Visually impaired Michael Debattista is writing his Masters dissertation on internet relationships for people with a disability. Photo: Paul Spiteri LucasVisually impaired Michael Debattista is writing his Masters dissertation on internet relationships for people with a disability. Photo: Paul Spiteri Lucas

Blind dating is always tricky. But it is even trickier when you are actually blind, says Michael Debattista, whose sight is impaired.

He is writing his Masters dissertation on internet relationships for people with a disability and in his research it is starkly evident that dating people with special needs is still a taboo.

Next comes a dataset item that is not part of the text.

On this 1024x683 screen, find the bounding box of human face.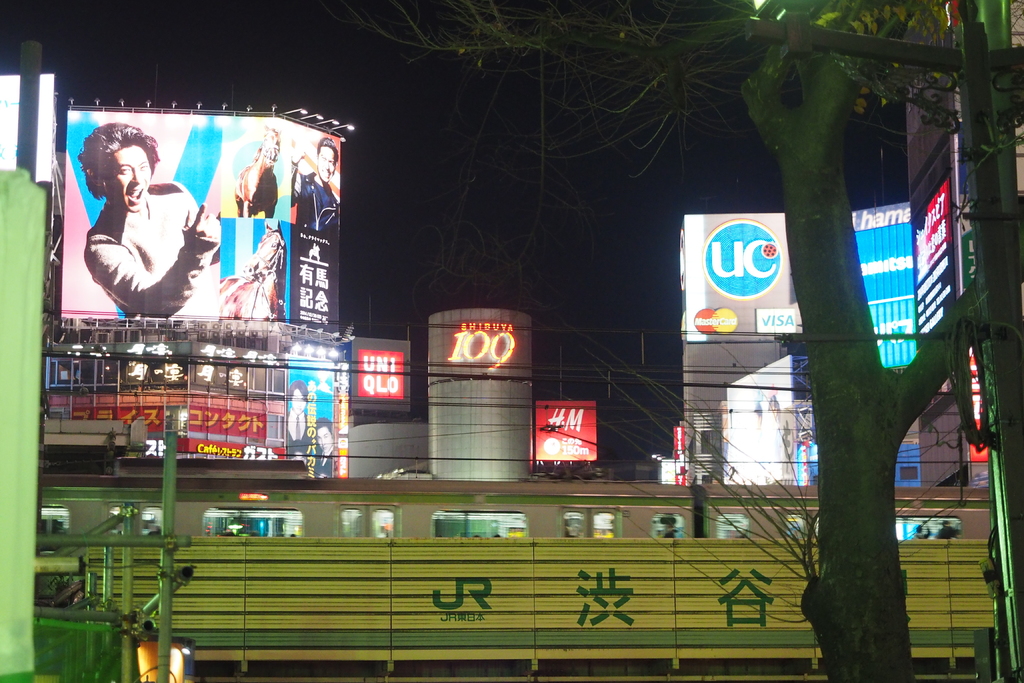
Bounding box: BBox(106, 149, 152, 215).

“The perception is that if you are non-disabled and date someone with a disability, then you’re doing an act of charity,” says Mr Debattista, 38, from Għargħur.

This, he says, is mostly due to the stigma which makes society still see any form of disability as tragedy with a capital T. He has tested online dating over and over and finds it an arduous task.

Initially he did not list his visual impairment in his dating profile; however, when the topic came up in conversation, he was almost always met with disrespect and insults, including colourful language.

“One told me: ‘Sorry, I want someone to protect me and to love me’, implying that I would not be able to do that,” he says.

Now he has decided to state upfront in his profile that he suffers from visual impairment. “By and large, when they read that, they ignore it. I understand that online dating is always difficult in any case, but sadly it’s even more difficult.”

This is wrong he says.

“It’s the character you live with not the body. I am not interested in top models, but in intelligent, unprejudiced and open-minded people.”

The perception is that if you are non-disabled and date someone with a disability, then you’re doing an act of charity

An intimate relationship, he says, is like a flower and a bee.

“They both need each other and when an intimate relationship makes you happy, it can give both parties extra confidence.”

In August 2000, Mr Debattista was diagnosed with retinitis pigmentosa  a condition that affects the retina, often leading to complete blindness.

It started out with clumsiness after dark, night-blindness and clumsy accidents, followed by a gradual erosion of peripheral vision.

“Now I see things like I’m looking through a tube,” he says.

He doesn’t know what the future holds: complete blindness is there, hovering, in a ghostly manner.

“It was a shock of course, when I was told it’s incurable. It came completely out of the blue,” he says.

His family still consider it as devastating news and are constantly surprised by his achievements. There was nothing to prepare him for living with impairment.

“But on the whole, it was the stigma, the pitying and the patronising attitude that made it worse, because in truth, given the tools, you still live life normally.”

Equipped with smart touchscreen devices equipped with the latest software and apps, Mr Debattista makes the most of the internet: chatting, shopping, e-mailing and studying online.

He moves about confidently with the use of his cane. And to do that at the University of Malta campus, where he works full time as an administrator, is quite an achievement.

The campus is riddled with corridors, steps, staircases, and hidden corners. It was certainly not built with easy access in mind. Life is rather in slow mode for him: “You have to plan ahead, no last minute.”

At break time, he walks to the campus shops to buy his lunch. It is a pleasant stroll, calm, no rush. Students on campus seem to jump away from his white cane, with many shying away as far as possible from him.

Many look confused at the sight of the white cane – not sure what they have to do. A few come up to him, take him by the elbow and lead him down the stairs.

“There is no need for people to do that. All they have to do is ask me if I need help: sometimes I might ask them to give me directions.”

With Freshers’ week, the campus is full of stands, creating more obstacles, but he is not perturbed. He asks for directions. “Keep going at 11 o’ clock and then you’ll come to the door of the students’ house,” one student tells him.

He goes down the stairs and into the self-service shop. He knows his way about, and he feels the shelves to get to the product he wants to purchase. He then pays in cash. “It’s not difficult to tell the amounts by feeling the paper money or the coins.”

It is the lack of awareness which bothers him no end. He recounts a story – laughingly – of the day he fell in a roadworks ditch at university because workers failed to place barriers close together.

“It’s out of laziness really and because it would not cross their minds that it can be perilous for others,” he says.

Mr Debattista’s mission is to try to make awareness as universal as possible, and in fact, was also involved in the drafting of the national policy for people with disability: “Politicians need to change their blinkered approach,” he says.

He is now reading for his Masters in Youth and Community Studies at the Faculty for Social Wellbeing at the University of Malta, and he hopes that his dissertation will help to snuff out the taboo of dating people with disability.

“And for people to realise that people with disability can still love and protect a loved one,” he says.